Four 04 Mark Questions
1. Create a document vector table for the given corpus:
- Document 1: We are going to Mumbai
- Document 2: Mumbai is a famous place.
- Document 3: We are going to a famous place.
- Document 4: I am famous in Mumbai.
We | Are | going | to | Mumbai | is | a | famous | place | I | am | in |
1 | 1 | 1 | 1 | 1 | 0 | 0 | 0 | 0 | 0 | 0 | 0 |
0 | 0 | 0 | 0 | 1 | 1 | 1 | 1 | 1 | 0 | 0 | 0 |
1 | 1 | 1 | 1 | 0 | 0 | 1 | 1 | 1 | 0 | 0 | 0 |
0 | 0 | 0 | 0 | 1 | 0 | 0 | 1 | 0 | 1 | 1 | 1 |
2. Classify each of the images according to how well the model’s output matches the data samples:
Here, the red dashed line is model’s output while the blue crosses are actual data samples.
Answer:
● The model’s output does not match the true function at all. Hence the model is said to be under fitting and its accuracy is lower.
● In the second case, model performance is trying to cover all the data samples even if they are out of alignment to the true function. This model is said to be over fitting and this too has a lower accuracy
● In the third one, the model’s performance matches well with the true function which states that the model has optimum accuracy and the model is called a perfect fit.

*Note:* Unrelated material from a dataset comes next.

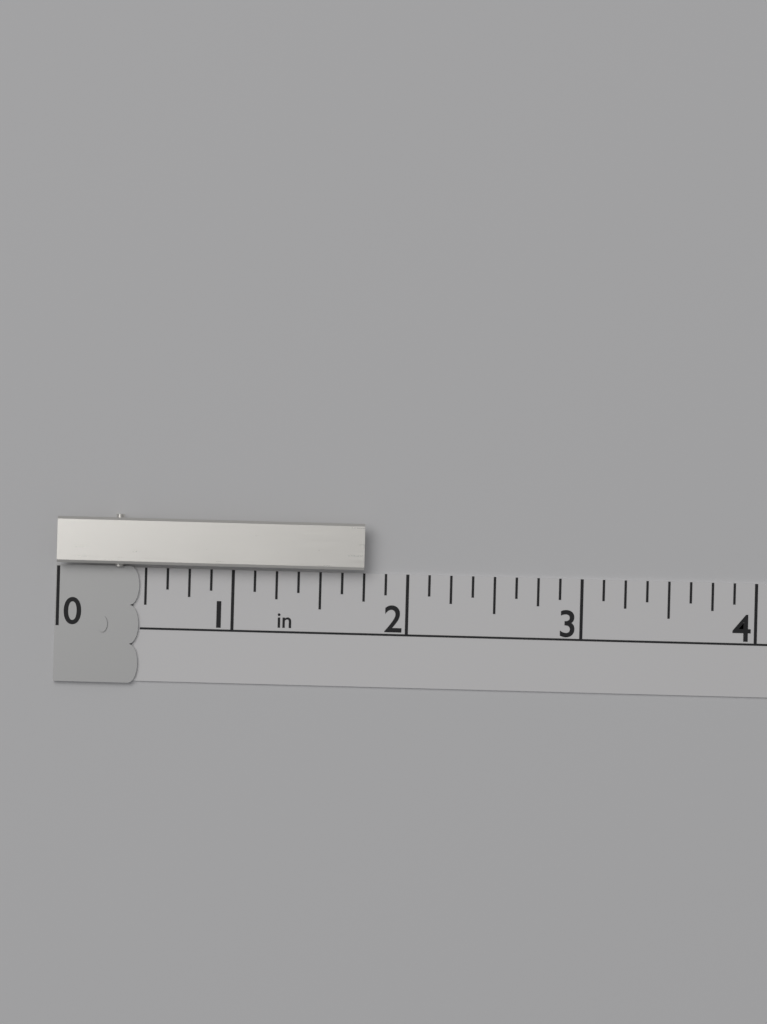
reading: 1.750 in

3. Explain how AI can play a role in sentiment analysis of human beings?
Answer: The goal of sentiment analysis is to identify sentiment among several posts or even in the same post where emotion is not always explicitly expressed.
Companies use Natural Language Processing applications, such as sentiment analysis, to identify opinions and sentiment online to help them understand what customers think about their products and services (i.e., “I love the new iPhone” and, a few lines later “But sometimes it doesn’t work well” where the person is still talking about the iPhone) and overall *
Beyond determining simple polarity, sentiment analysis understands sentiment in context to help better understand what’s behind an expressed opinion, which can be extremely relevant in understanding and driving purchasing decisions.